Re: [PATCH v3] migrate_pages: Avoid blocking for IO in MIGRATE_SYNC_LIGHT

From: Doug Anderson
Date: Tue May 02 2023 - 17:08:32 EST


Hi,

On Sat, Apr 29, 2023 at 3:14 AM Hillf Danton <hdanton@xxxxxxxx> wrote:
>
> On 28 Apr 2023 13:54:38 -0700 Douglas Anderson <dianders@xxxxxxxxxxxx>
> > The MIGRATE_SYNC_LIGHT mode is intended to block for things that will
> > finish quickly but not for things that will take a long time. Exactly
> > how long is too long is not well defined, but waits of tens of
> > milliseconds is likely non-ideal.
> >
> > When putting a Chromebook under memory pressure (opening over 90 tabs
> > on a 4GB machine) it was fairly easy to see delays waiting for some
> > locks in the kcompactd code path of > 100 ms. While the laptop wasn't
> > amazingly usable in this state, it was still limping along and this
> > state isn't something artificial. Sometimes we simply end up with a
> > lot of memory pressure.
>
> Was kcompactd waken up for PAGE_ALLOC_COSTLY_ORDER?

I put some more traces in and reproduced it again. I saw something
that looked like this:

1. balance_pgdat() called wakeup_kcompactd() with order=10 and that
caused us to get all the way to the end and wakeup kcompactd (there
were previous calls to wakeup_kcompactd() that returned early).

2. kcompactd started and completed kcompactd_do_work() without blocking.

3. kcompactd called proactive_compact_node() and there blocked for
~92ms in one case, ~120ms in another case, ~131ms in another case.


> > Putting the same Chromebook under memory pressure while it was running
> > Android apps (though not stressing them) showed a much worse result
> > (NOTE: this was on a older kernel but the codepaths here are similar).
> > Android apps on ChromeOS currently run from a 128K-block,
> > zlib-compressed, loopback-mounted squashfs disk. If we get a page
> > fault from something backed by the squashfs filesystem we could end up
> > holding a folio lock while reading enough from disk to decompress 128K
> > (and then decompressing it using the somewhat slow zlib algorithms).
> > That reading goes through the ext4 subsystem (because it's a loopback
> > mount) before eventually ending up in the block subsystem. This extra
> > jaunt adds extra overhead. Without much work I could see cases where
> > we ended up blocked on a folio lock for over a second. With more
> > extreme memory pressure I could see up to 25 seconds.
>
> In the same kcompactd code path above?

It was definitely in kcompactd. I can go back and trace through this
too, if it's useful, but I suspect it's the same.


> > We considered adding a timeout in the case of MIGRATE_SYNC_LIGHT for
> > the two locks that were seen to be slow [1] and that generated much
> > discussion. After discussion, it was decided that we should avoid
> > waiting for the two locks during MIGRATE_SYNC_LIGHT if they were being
> > held for IO. We'll continue with the unbounded wait for the more full
> > SYNC modes.
> >
> > With this change, I couldn't see any slow waits on these locks with my
> > previous testcases.
>
> Well this is the upside after this change, but given the win, what is
> the lose/cost paid? For example the changes in compact fail and success [1].
>
> [1] https://lore.kernel.org/lkml/20230418191313.268131-1-hannes@xxxxxxxxxxx/

That looks like an interesting series. Obviously it would need to be
tested, but my hunch is that ${SUBJECT} patch would work well with
that series. Specifically with Johannes's series it seems more
important for the kcompactd thread to be working fruitfully. Having it
blocked for a long time when there is other useful work it could be
doing still seems wrong. With ${SUBJECT} patch it's not that we'll
never come back and try again, but we'll just wait until a future
iteration when (hopefully) the locks are easier to acquire. In the
meantime, we're looking for other pages to migrate.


_Task directions_
Locate each line in the records containing "Coverage". Copy it.

───── Data to examine

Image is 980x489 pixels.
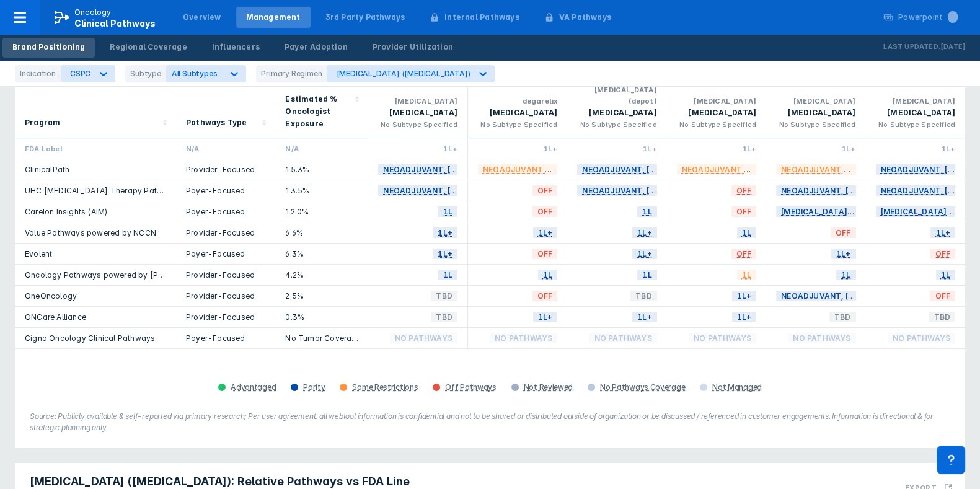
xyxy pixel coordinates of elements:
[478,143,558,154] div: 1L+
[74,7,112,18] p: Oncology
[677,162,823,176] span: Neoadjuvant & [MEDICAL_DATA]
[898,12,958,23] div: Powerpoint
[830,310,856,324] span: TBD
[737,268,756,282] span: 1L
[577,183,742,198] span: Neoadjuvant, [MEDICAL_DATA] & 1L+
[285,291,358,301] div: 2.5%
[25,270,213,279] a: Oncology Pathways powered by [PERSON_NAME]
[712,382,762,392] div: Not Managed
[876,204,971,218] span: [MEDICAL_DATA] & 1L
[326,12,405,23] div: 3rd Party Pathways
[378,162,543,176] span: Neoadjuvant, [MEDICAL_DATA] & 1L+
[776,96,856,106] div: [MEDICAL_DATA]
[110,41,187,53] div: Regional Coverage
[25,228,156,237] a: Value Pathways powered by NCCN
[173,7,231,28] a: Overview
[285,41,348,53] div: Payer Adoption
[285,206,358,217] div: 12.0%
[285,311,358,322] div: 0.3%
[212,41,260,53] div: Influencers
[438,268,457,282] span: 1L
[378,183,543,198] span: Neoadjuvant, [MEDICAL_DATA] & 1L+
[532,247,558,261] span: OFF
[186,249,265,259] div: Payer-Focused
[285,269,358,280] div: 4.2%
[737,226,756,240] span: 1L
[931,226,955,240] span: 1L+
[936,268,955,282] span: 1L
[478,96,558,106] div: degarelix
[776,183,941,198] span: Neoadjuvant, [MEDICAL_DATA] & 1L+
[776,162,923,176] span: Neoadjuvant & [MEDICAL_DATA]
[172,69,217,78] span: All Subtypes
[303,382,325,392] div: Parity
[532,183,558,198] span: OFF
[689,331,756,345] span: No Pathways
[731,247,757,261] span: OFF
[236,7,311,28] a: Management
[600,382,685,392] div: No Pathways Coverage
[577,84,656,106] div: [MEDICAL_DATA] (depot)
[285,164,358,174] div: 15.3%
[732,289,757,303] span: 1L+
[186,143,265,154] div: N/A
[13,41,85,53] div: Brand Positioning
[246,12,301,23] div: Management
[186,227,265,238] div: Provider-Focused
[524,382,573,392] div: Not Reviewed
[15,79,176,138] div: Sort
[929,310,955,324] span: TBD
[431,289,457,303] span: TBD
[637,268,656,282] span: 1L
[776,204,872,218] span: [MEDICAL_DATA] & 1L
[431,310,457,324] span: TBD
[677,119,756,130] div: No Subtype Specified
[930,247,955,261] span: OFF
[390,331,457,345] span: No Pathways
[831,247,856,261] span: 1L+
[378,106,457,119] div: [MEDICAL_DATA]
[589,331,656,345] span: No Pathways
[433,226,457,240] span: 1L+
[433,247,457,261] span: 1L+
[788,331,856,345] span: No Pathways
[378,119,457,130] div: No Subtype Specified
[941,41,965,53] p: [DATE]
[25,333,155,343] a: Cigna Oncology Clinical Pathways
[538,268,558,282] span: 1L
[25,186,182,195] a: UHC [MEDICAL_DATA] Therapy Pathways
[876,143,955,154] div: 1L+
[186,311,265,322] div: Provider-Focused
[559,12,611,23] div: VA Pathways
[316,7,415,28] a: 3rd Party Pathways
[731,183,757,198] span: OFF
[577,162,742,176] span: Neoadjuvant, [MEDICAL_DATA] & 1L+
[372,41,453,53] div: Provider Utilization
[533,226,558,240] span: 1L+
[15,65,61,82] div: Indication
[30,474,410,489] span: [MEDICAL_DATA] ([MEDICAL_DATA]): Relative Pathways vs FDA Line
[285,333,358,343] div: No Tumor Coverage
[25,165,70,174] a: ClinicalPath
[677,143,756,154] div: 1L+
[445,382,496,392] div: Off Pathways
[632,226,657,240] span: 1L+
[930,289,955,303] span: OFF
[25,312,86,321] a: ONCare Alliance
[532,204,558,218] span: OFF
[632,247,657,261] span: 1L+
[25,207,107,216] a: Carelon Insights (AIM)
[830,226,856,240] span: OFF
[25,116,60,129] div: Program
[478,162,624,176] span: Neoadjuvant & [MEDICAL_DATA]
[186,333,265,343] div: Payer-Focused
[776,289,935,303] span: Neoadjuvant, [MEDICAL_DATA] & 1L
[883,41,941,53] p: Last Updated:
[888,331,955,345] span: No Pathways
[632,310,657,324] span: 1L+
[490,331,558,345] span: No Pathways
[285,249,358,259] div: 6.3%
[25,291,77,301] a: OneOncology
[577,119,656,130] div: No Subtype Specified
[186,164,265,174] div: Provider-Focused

──────────
───── Data to examine

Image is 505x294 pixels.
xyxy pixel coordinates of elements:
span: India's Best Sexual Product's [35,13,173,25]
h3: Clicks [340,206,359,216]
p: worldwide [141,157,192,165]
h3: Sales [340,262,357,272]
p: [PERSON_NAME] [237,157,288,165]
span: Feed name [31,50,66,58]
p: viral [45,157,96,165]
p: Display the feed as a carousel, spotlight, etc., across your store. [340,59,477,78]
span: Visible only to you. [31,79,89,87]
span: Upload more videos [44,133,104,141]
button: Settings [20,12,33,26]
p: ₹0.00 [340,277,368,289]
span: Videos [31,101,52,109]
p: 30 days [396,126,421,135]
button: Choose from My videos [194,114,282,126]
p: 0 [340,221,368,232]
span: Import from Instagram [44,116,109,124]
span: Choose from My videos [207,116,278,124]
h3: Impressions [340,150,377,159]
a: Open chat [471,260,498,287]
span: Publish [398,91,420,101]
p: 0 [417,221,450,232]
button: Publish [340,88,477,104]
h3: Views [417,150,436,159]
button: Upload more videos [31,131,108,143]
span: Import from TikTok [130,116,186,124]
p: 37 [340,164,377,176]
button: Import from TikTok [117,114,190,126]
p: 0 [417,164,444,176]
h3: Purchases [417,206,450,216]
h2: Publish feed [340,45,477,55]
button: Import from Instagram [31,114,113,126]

──────────

_Task result_
[110,41,187,53] div: Regional Coverage
[600,382,685,392] div: No Pathways Coverage
[285,333,358,343] div: No Tumor Coverage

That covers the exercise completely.